For several months, I dealt with the occasional task of having to restart my laptop (Windows 8.1) because the memory usage would get close to 100%, even with no apps running. There were no processes in Task Manager indicating high memory usage, so I suspected I had a memory leak in a faulty driver.
 
I first ran rammap.exe from Microsoft Sysinternals (https://technet.microsoft.com/en-us/sysinternals/bb545021.aspx). This tool showed that the non-paged pool memory usage was very high. But this didn’t tell me what process was causing the leak.

Next I downloaded and installed the Windows Driver Kit 10 from Microsoft (https://msdn.microsoft.com/en-us/windows/hardware/dn913721.aspx). This kit supports Windows 7 through Windows 10. I had to reboot to complete the install then wait until my system was running low on memory before continuing my diagnosis. Once I noticed I was low on memory again, I ran "poolmon –b –p" from C:\Program Files (x86)\Windows Kits\10\Tools\x64. The –p switch enables using Non-paged and Paged pool memory  and the –b switch sorts descending by bytes. At the top of my list was the tag "AVDT".

So how do you figure out what the tag is referring to? I opened an admin command prompt and entered "findstr /s AVDT *.sys". This searched all *.sys files (most driver files are *.sys) in all subdirectories (/s) on the C: drive for the string "AVDT". This returned a screen full of mostly non-readable text which was the contents of *.sys files containing the string "AVDT". It was fairly easy to see a path "\Program Files\WIDCOMM\Bluetooth Software\bin\btwavdt.sys". Looking at the properties of the file indicated what was obvious from the path, it was related to Bluetooth.
 
Whenever I would connect my iPhone via Bluetooth to my laptop and play music (in order to use my external speakers), the driver would eat up non-paged pool memory to the "tune" of 1 MB every 5 seconds! By opening Task Manager and viewing Memory on the Performance tab, I could literally watch the consumption of non-paged pool memory increase with every measure. Just having the phone connected via Bluetooth didn’t cause this, only when music was playing. At a rate of 1 MB every 5 seconds, it consumed about 2.8 GB of memory to listen to music for half of the day!
 
I searched to find a solution to this bug but did not not find one. So until I can get an updated driver, I won’t listen to music from my phone on my PC via Bluetooth. Or if I do, I know I only have a few hours before a reboot is needed.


Exercise:
Looking through the material below, say how many lines contain the string "mark" and add nothing more.

Records for this task:
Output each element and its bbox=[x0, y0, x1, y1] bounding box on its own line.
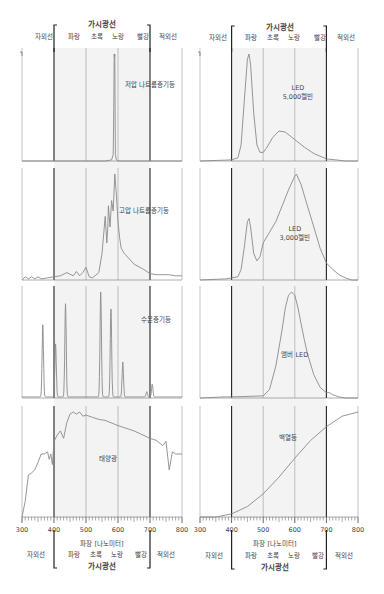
axis-tick-label: 300 bbox=[194, 526, 206, 534]
axis-tick-label: 500 bbox=[80, 526, 92, 534]
spectrum-label: LED bbox=[288, 225, 301, 233]
axis-tick-label: 800 bbox=[176, 526, 188, 534]
spectrum-label: LED bbox=[292, 84, 305, 92]
visible-bracket bbox=[54, 25, 57, 52]
visible-bracket bbox=[147, 25, 150, 52]
visible-bracket bbox=[147, 530, 150, 568]
spectrum-label: 수은증기등 bbox=[141, 315, 171, 324]
visible-range-shade bbox=[54, 48, 150, 518]
spectrum-label: 백열등 bbox=[279, 433, 297, 442]
spectrum-label: 태양광 bbox=[99, 455, 117, 463]
light-spectra-chart: 저압 나트륨증기등LED5,000켈빈고압 나트륨증기등LED3,000켈빈수은… bbox=[0, 0, 384, 594]
axis-tick-label: 500 bbox=[257, 526, 269, 534]
axis-tick-label: 300 bbox=[16, 526, 28, 534]
spectrum-label: 고압 나트륨증기등 bbox=[119, 206, 169, 215]
visible-bracket bbox=[54, 530, 57, 568]
panel-corner-mark bbox=[198, 52, 200, 56]
axis-tick-label: 800 bbox=[352, 526, 364, 534]
axis-tick-label: 600 bbox=[112, 526, 124, 534]
axis-tick-label: 600 bbox=[289, 526, 301, 534]
visible-range-shade bbox=[232, 48, 327, 518]
spectrum-label: 3,000켈빈 bbox=[279, 233, 310, 242]
visible-bracket bbox=[323, 530, 326, 569]
spectrum-label: 5,000켈빈 bbox=[283, 92, 314, 101]
spectrum-label: 저압 나트륨증기등 bbox=[125, 80, 175, 89]
panel-corner-mark bbox=[20, 52, 22, 56]
spectrum-label: 앰버 LED bbox=[281, 350, 308, 359]
visible-bracket bbox=[232, 530, 235, 569]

Written answer:
2